A culture of risk aversion and mission creep among UK financial regulators is undermining trust and placing costly burdens on banks and insurers, an influential group of parliamentarians found.
The House of Lords Financial Services Regulation Committee said officials need to clip the wings of the Financial Ombudsman Service, whose awards for motor finance claims have been so large foreign firms fear there is a “regulatory penalty attached to investing in the UK.”
The findings from lawmakers in Parliament’s upper house were published Friday in a report on the secondary growth and competitiveness objective that the government has given the Bank of England’s Prudential Regulation Authority and the Financial Conduct Authority.
Michael Forsyth, chair of the Lords committee, warned of a “disproportionately high cost of compliance” caused in part by overlapping remits between regulators. Reporting requirements are “more burdensome than in competing jurisdictions,” damaging the UK’s attractiveness as a financial center, the report added. “Culture change is required.”
“Throughout the evidence we received, there was a clear link made between the current regulatory culture characterized by risk aversion and its impact on the advancement of the secondary objective.” Forsyth said the UK compared unfavorably with Singapore and Ireland.

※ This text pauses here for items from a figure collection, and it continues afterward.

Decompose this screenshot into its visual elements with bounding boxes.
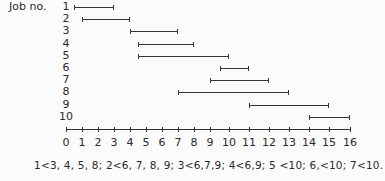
precedence-constraints-text: 1<3, 4, 5, 8; 2<6, 7, 8, 9; 3<6,7,9; 4<6…: [34, 159, 383, 171]
bar-start-cap: [210, 78, 211, 83]
axis-tick: [229, 127, 230, 132]
axis-tick-label: 14: [299, 137, 319, 149]
job-label: 4: [59, 38, 73, 50]
axis-tick: [269, 127, 270, 132]
axis-tick: [249, 127, 250, 132]
bar-start-cap: [138, 54, 139, 59]
axis-tick: [289, 127, 290, 132]
job-interval-bar: [138, 44, 194, 45]
axis-tick: [66, 127, 67, 132]
bar-end-cap: [193, 42, 194, 47]
bar-end-cap: [288, 90, 289, 95]
job-interval-bar: [178, 92, 289, 93]
axis-tick-label: 12: [259, 137, 279, 149]
axis-tick: [178, 127, 179, 132]
bar-start-cap: [178, 90, 179, 95]
axis-tick: [98, 127, 99, 132]
axis-tick-label: 16: [340, 137, 360, 149]
job-label: 8: [59, 86, 73, 98]
job-label: 1: [59, 1, 73, 13]
job-schedule-diagram: Job no. 12345678910 01234567891011121314…: [0, 0, 385, 181]
bar-end-cap: [113, 5, 114, 10]
axis-tick-label: 10: [219, 137, 239, 149]
job-interval-bar: [138, 56, 229, 57]
bar-start-cap: [309, 115, 310, 120]
job-interval-bar: [130, 31, 178, 32]
job-label: 3: [59, 25, 73, 37]
axis-tick: [329, 127, 330, 132]
job-interval-bar: [309, 117, 350, 118]
job-interval-bar: [82, 19, 130, 20]
bar-start-cap: [82, 17, 83, 22]
job-label: 6: [59, 62, 73, 74]
axis-tick: [82, 127, 83, 132]
job-label: 10: [59, 111, 73, 123]
bar-start-cap: [138, 42, 139, 47]
job-label: 2: [59, 13, 73, 25]
job-label: 7: [59, 74, 73, 86]
axis-tick-label: 9: [200, 137, 220, 149]
job-label: 5: [59, 50, 73, 62]
job-interval-bar: [210, 80, 269, 81]
y-axis-title: Job no.: [9, 1, 46, 13]
bar-start-cap: [130, 29, 131, 34]
axis-tick: [309, 127, 310, 132]
axis-tick-label: 15: [319, 137, 339, 149]
bar-end-cap: [248, 66, 249, 71]
job-label: 9: [59, 99, 73, 111]
bar-end-cap: [328, 103, 329, 108]
axis-tick: [210, 127, 211, 132]
axis-tick: [114, 127, 115, 132]
bar-end-cap: [177, 29, 178, 34]
axis-tick: [130, 127, 131, 132]
job-interval-bar: [220, 68, 250, 69]
bar-end-cap: [228, 54, 229, 59]
axis-tick: [350, 127, 351, 132]
bar-start-cap: [220, 66, 221, 71]
bar-end-cap: [129, 17, 130, 22]
axis-tick: [194, 127, 195, 132]
bar-end-cap: [268, 78, 269, 83]
job-interval-bar: [249, 105, 329, 106]
axis-tick-label: 11: [239, 137, 259, 149]
axis-tick-label: 13: [279, 137, 299, 149]
bar-start-cap: [74, 5, 75, 10]
job-interval-bar: [74, 7, 114, 8]
axis-tick: [146, 127, 147, 132]
axis-tick: [162, 127, 163, 132]
bar-start-cap: [249, 103, 250, 108]
bar-end-cap: [349, 115, 350, 120]
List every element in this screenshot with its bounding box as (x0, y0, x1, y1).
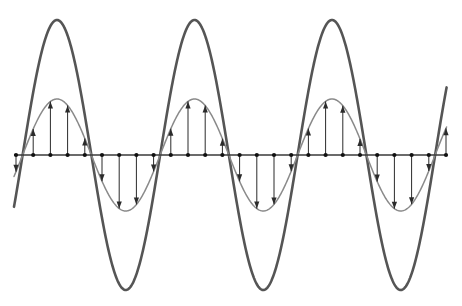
sample-point-dot (324, 153, 328, 157)
sample-point-dot (289, 153, 293, 157)
sample-point-dot (358, 153, 362, 157)
sample-point-dot (152, 153, 156, 157)
sample-point-dot (169, 153, 173, 157)
sample-point-dot (31, 153, 35, 157)
sample-point-dot (66, 153, 70, 157)
sample-point-dot (134, 153, 138, 157)
sample-point-dot (255, 153, 259, 157)
sample-point-dot (14, 153, 18, 157)
sample-point-dot (410, 153, 414, 157)
sample-point-dot (186, 153, 190, 157)
sample-point-dot (306, 153, 310, 157)
sample-point-dot (444, 153, 448, 157)
sample-point-dot (272, 153, 276, 157)
sample-point-dot (220, 153, 224, 157)
figure-canvas (0, 0, 462, 306)
sample-point-dot (117, 153, 121, 157)
sample-point-dot (238, 153, 242, 157)
wave-diagram-svg (0, 0, 462, 306)
background-rect (0, 0, 462, 306)
sample-point-dot (392, 153, 396, 157)
sample-point-dot (341, 153, 345, 157)
sample-point-dot (48, 153, 52, 157)
sample-point-dot (100, 153, 104, 157)
sample-point-dot (427, 153, 431, 157)
sample-point-dot (83, 153, 87, 157)
sample-point-dot (203, 153, 207, 157)
sample-point-dot (375, 153, 379, 157)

Britain’s Labour government is urging regulators, in finance and elsewhere, to simplify rules to make it easier for the private sector to grow. Chancellor of the Exchequer Rachel Reeves has told banks she is “open-minded” to their pleas for the ring fence that protects UK retail bank customers to be removed.
Effective Regulation
Both the FCA and the PRA are in the process of amending rules to roll back what the committee called “mission creep” into areas “outside their core responsibilities,” but Forsyth insisted the goal was not to deregulate.
“It’s not about deregulation, it’s about effective regulation,” he told Bloomberg. “Proportionate regulation does not equate to deregulation.” He said speed and clarity in decision making by regulators were important.